The 4 a.m. World
        I look down at the 4 a.m. world, at the lone man walking down the street. I want to scream out and let him know that he's not alone, although he thinks he is. However the world is quiet, so I remain silent, perched several stories above my lone man. I watch him disappear around the corner. The steam lifts off the city pavement as it would to the inside windows of any car parked on a bluff. It's been hot these last few days, and the trees are starting to wilt. I look around me, at the building surrounding my window. I reach out and touch the brick, wanting to feel some sort of stability. The piece of rock comes off easily to my touch and crumbles between my painted fingernails. How can something so strong and steady be so easily destroyed? I wondered. A bitter laugh escaped my lips. I already knew the answer to that. I found tears welling in my eyes; however, I wiped them quickly and angrily away.
        "Don't let go until I'm ready to forget." I repeated, my words dripping with spite. I still didn't fully understand what he meant by that. I guess he didn't want to be hurt, like I was hurting now. But I couldn't pretend to be someone I'm not anymore. I guess he finally saw past the mask. Saw that I wasn't the figure he had placed on top of that pedestal. I wasn't some porcelain goddess without a tiny flaw. I was damaged goods, a bruised banana. I guess he wanted a different kind of fruit. But then again, I'd get sick of bananas after a while too. Damnit, I'm incoherently babbling again. Damaged. What exactly did that mean? He had asked me so naively, on a day that seemed like any other.
        "Damaged means I'm not Suzy Q. America with blonde hair and blue eyes and apple pie in the back of my throat." I had answered.
        I laughed now at my stupidity. There I was, trying to be all poetic and meaningful, when he had plans in his head. I was trying to make one of those teenage soap opera moments, trying to make him see the error in his ways and sweep me off my feet. However, I failed to realize that life is not a movie, nor was it an hour-long teenage drama. And the next morning I walked into class to find him sitting next to Sheila Blooser, Blowjob Blooser had stolen my boyfriend from me. Bitch.

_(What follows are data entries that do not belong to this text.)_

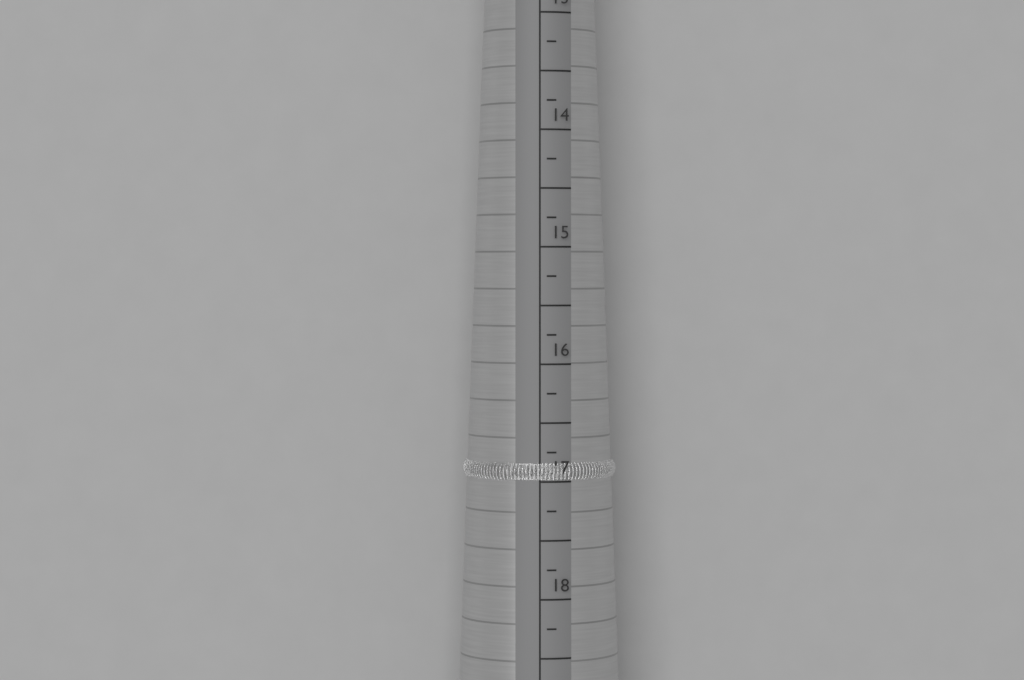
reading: 17.00 mm
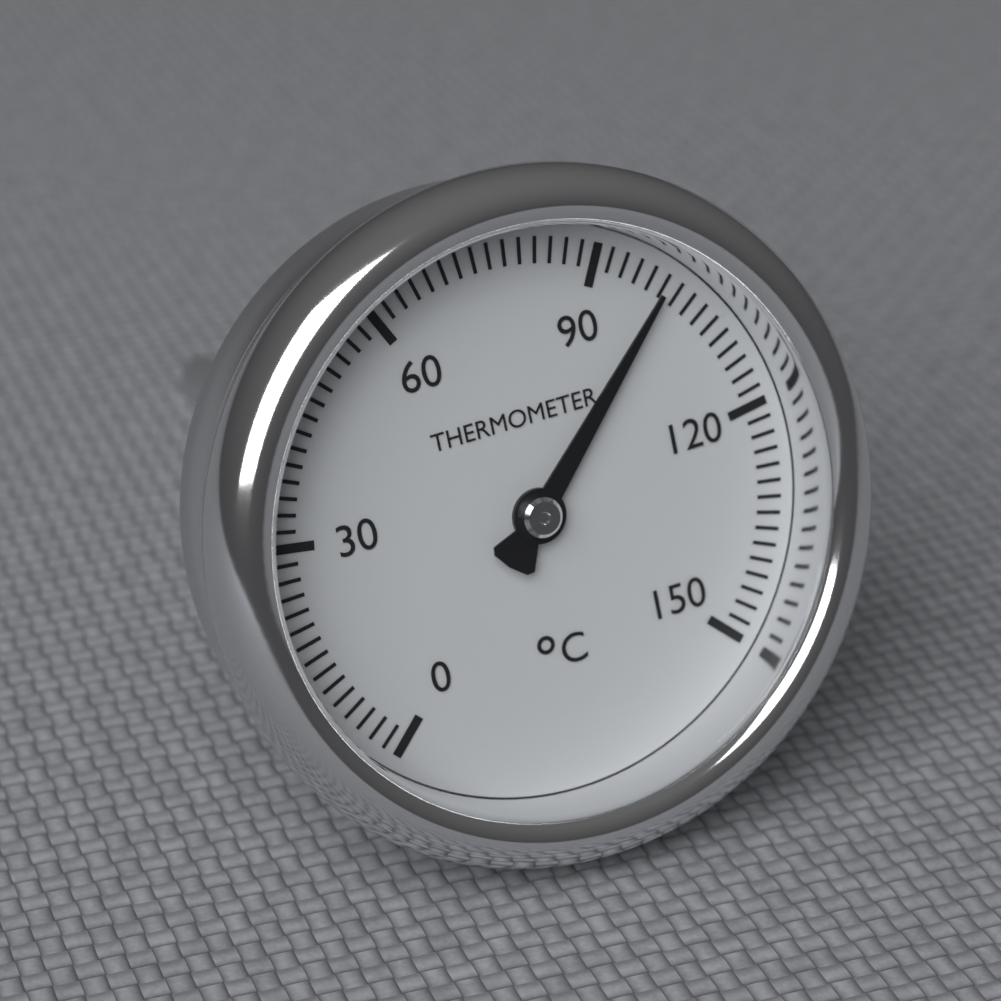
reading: 100 °C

        I watch the shadows of the wind blown trees dance on the empty pavement below the street lamps that illuminate the broken dreams of the hooker on the stoop and the piss of the drunken bum on the corner. She snaps her gum and twirls her perfect hair around her acrylic nails. Her stilettos make a gentle tap-tap-tap that echoes throughout the empty street. A car pulls up and she slinks over to it. She pushes her butt out behind her and places her breasts on the edge of the rolled down window. After a few minutes of idle chat and price wagering, she gets in the car and it drives off. He snores as his left foot twitches. When the car drove away and left exhaust in his face, he coughed, turned the other way, and fell back asleep, his bottle rolling off the corner and into the gutter.
        Hmmm. Corner sounds like coroner. I shook my head, hoping that my morbid thoughts would fly out my window. I pondered my last observation for a moment. It's four in the morning and I feel so nostalgic and poetic without having anything to be poetic about. I mean, piss? That's hardly poetic.
        "It's so easy to lie to someone's back." I murmured. Where did that come from? "It's so easy to lie is more like it." I replied to myself. I had to smile despite my disposition. Talking to yourself is the first sign of insanity. My sister's voice rang in my head. Craziest seven-year-old I knew, hands down.
        I look out to the East and I notice the horizon becoming gradually lighter. I wonder what makes the East more special than where I stand-why does it deserve to start it's day before I start mine?
        I sigh, closing my eyes. When I open them again, I notice that my lone man has returned from his trip to the 24-hour drug store. Does the world change when I close my eyes? I wonder. I watch the man walk down the street, in front of my window and then disappear around the corner. I turn away from the window and decide that bed is a better option. Somewhere nearby, a car honked.